Saratoga Springs City Hall
Lucas Willard
/
WAMC

The conflict over a proposed parking structure for the Saratoga Springs City Center continues. The owners of a neighboring restaurant are speaking out against a proposed zoning amendment that they feel would allow the project to block their existing solar panels.

Over the past several months, the public has turned out in large numbers at City Hall to speak out on the City Center’s planned parking structure, which according to a previous design would accommodate more than 500 vehicles and stand 83 feet tall.

In late March, the zoning board denied a variance for the project, and it was back to the drawing board for the City Center.

In early April, Finance Commissioner Michelle Madigan sent a letter asking the city planning board to give an advisory opinion on a zoning amendment related to the issue of downtown structures blocking existing solar panels.

“We have discovered that our zoning ordinance for solar panels is in conflict with our comprehensive plan and what we expect for development in our T-6 downtown business district,” said Madigan.

Madigan said the planning board essentially agreed that the solar issue needed to be updated.

The Commissioner said she has not received an official response from the planning board, but once she does, it will be up to the city council to discuss and vote to send the measure to the county planning board.
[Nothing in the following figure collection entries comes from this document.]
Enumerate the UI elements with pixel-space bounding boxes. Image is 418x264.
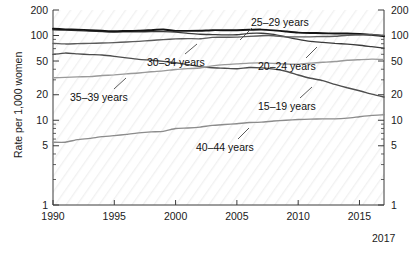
y-axis-tick-label-left: 100 <box>14 30 48 41</box>
y-axis-tick-label-left: 50 <box>14 56 48 67</box>
x-axis-tick-label: 1995 <box>92 211 136 222</box>
y-axis-tick-label-left: 20 <box>14 89 48 100</box>
series-annotation-label: 15–19 years <box>258 101 316 112</box>
y-axis-tick-label-right: 1 <box>391 200 397 211</box>
chart-container: Rate per 1,000 women 1155101020205050100… <box>0 0 418 264</box>
series-annotation-label: 25–29 years <box>251 17 309 28</box>
y-axis-tick-label-left: 5 <box>14 140 48 151</box>
series-annotation-label: 20–24 years <box>258 61 316 72</box>
x-axis-tick-label: 2005 <box>215 211 259 222</box>
y-axis-tick-label-right: 200 <box>391 5 409 16</box>
y-axis-tick-label-left: 200 <box>14 5 48 16</box>
x-axis-tick-label: 2010 <box>276 211 320 222</box>
chart-plot-area <box>0 0 418 264</box>
y-axis-tick-label-right: 5 <box>391 140 397 151</box>
series-annotation-label: 40–44 years <box>196 142 254 153</box>
plot-background <box>53 10 384 205</box>
y-axis-tick-label-right: 20 <box>391 89 403 100</box>
x-axis-end-year-label: 2017 <box>372 232 395 244</box>
series-annotation-label: 30–34 years <box>147 57 205 68</box>
x-axis-tick-label: 2000 <box>154 211 198 222</box>
y-axis-tick-label-right: 100 <box>391 30 409 41</box>
y-axis-tick-label-right: 50 <box>391 56 403 67</box>
x-axis-tick-label: 2015 <box>337 211 381 222</box>
x-axis-tick-label: 1990 <box>31 211 75 222</box>
y-axis-tick-label-right: 10 <box>391 115 403 126</box>
series-annotation-label: 35–39 years <box>70 92 128 103</box>
y-axis-tick-label-left: 1 <box>14 200 48 211</box>
y-axis-tick-label-left: 10 <box>14 115 48 126</box>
It will then come back to the city council for a public hearing.

The owners of the Mouzon House restaurant are claiming that the proposed change would allow the City Center parking project to block their existing solar panels. Restaurant owner Dianne Pedinotti….

“What they’re saying is we’ve rendered, because we’ve put solar panels on our roof, we’ve rendered that parking lot valueless. And the real truth is something can be built there that houses parking, as well as housing, stores, and so forth, without casting a shadow on the Mouzon House.”

City Center president Mark Baker said the organization will continue to pursue the parking project.

“We still have to maintain the basic premise that we need the parking – which has been agreed to by everybody,  that it does need to connect to the City Center, which is an important component  for us – and again, we continue to have a dialogue with all the variables and all the organizations that have registered and their concern and their support of this project.”

Baker said there is a lot to be considered carefully, including weighing property rights versus solar rights.

Madigan said the City Center issue was the impetus for the amendment, but a solution must be found to protect existing solar panels while also allowing new development.

“Mitigation would be part of this. I would see and expect that the City Center and the Mouzon House should be talking to each other. Why can’t the City Center put solar panels on their parking garage that might work for the Mouzon House? Or perhaps the Mouzon House moves their solar panels to another part of their property. That’s up to the City Center and the Mouzon House to arrange, and from what I understand, there have been ongoing discussions along these lines.”

Pedinotti says the proposed amendment stands in contrast to a $200,000 NYSERDA grant awarded to Saratoga to fund the City’s Unified Development Ordinance Project to encourage solar development.

“It’s really unfortunate that Saratoga just got funding to be a solar city and they want to support solar energy, but they actually are just saying, ‘OK, well, we didn’t get our way here, so we’re just going to remove this code in this area.’”

Madigan said the item will not be on the agenda for Tuesday's city council meeting.

Lucas Willard is a news reporter and host at WAMC Northeast Public Radio, which he joined in 2011. He produces and hosts The Best of Our Knowledge and WAMC Listening Party.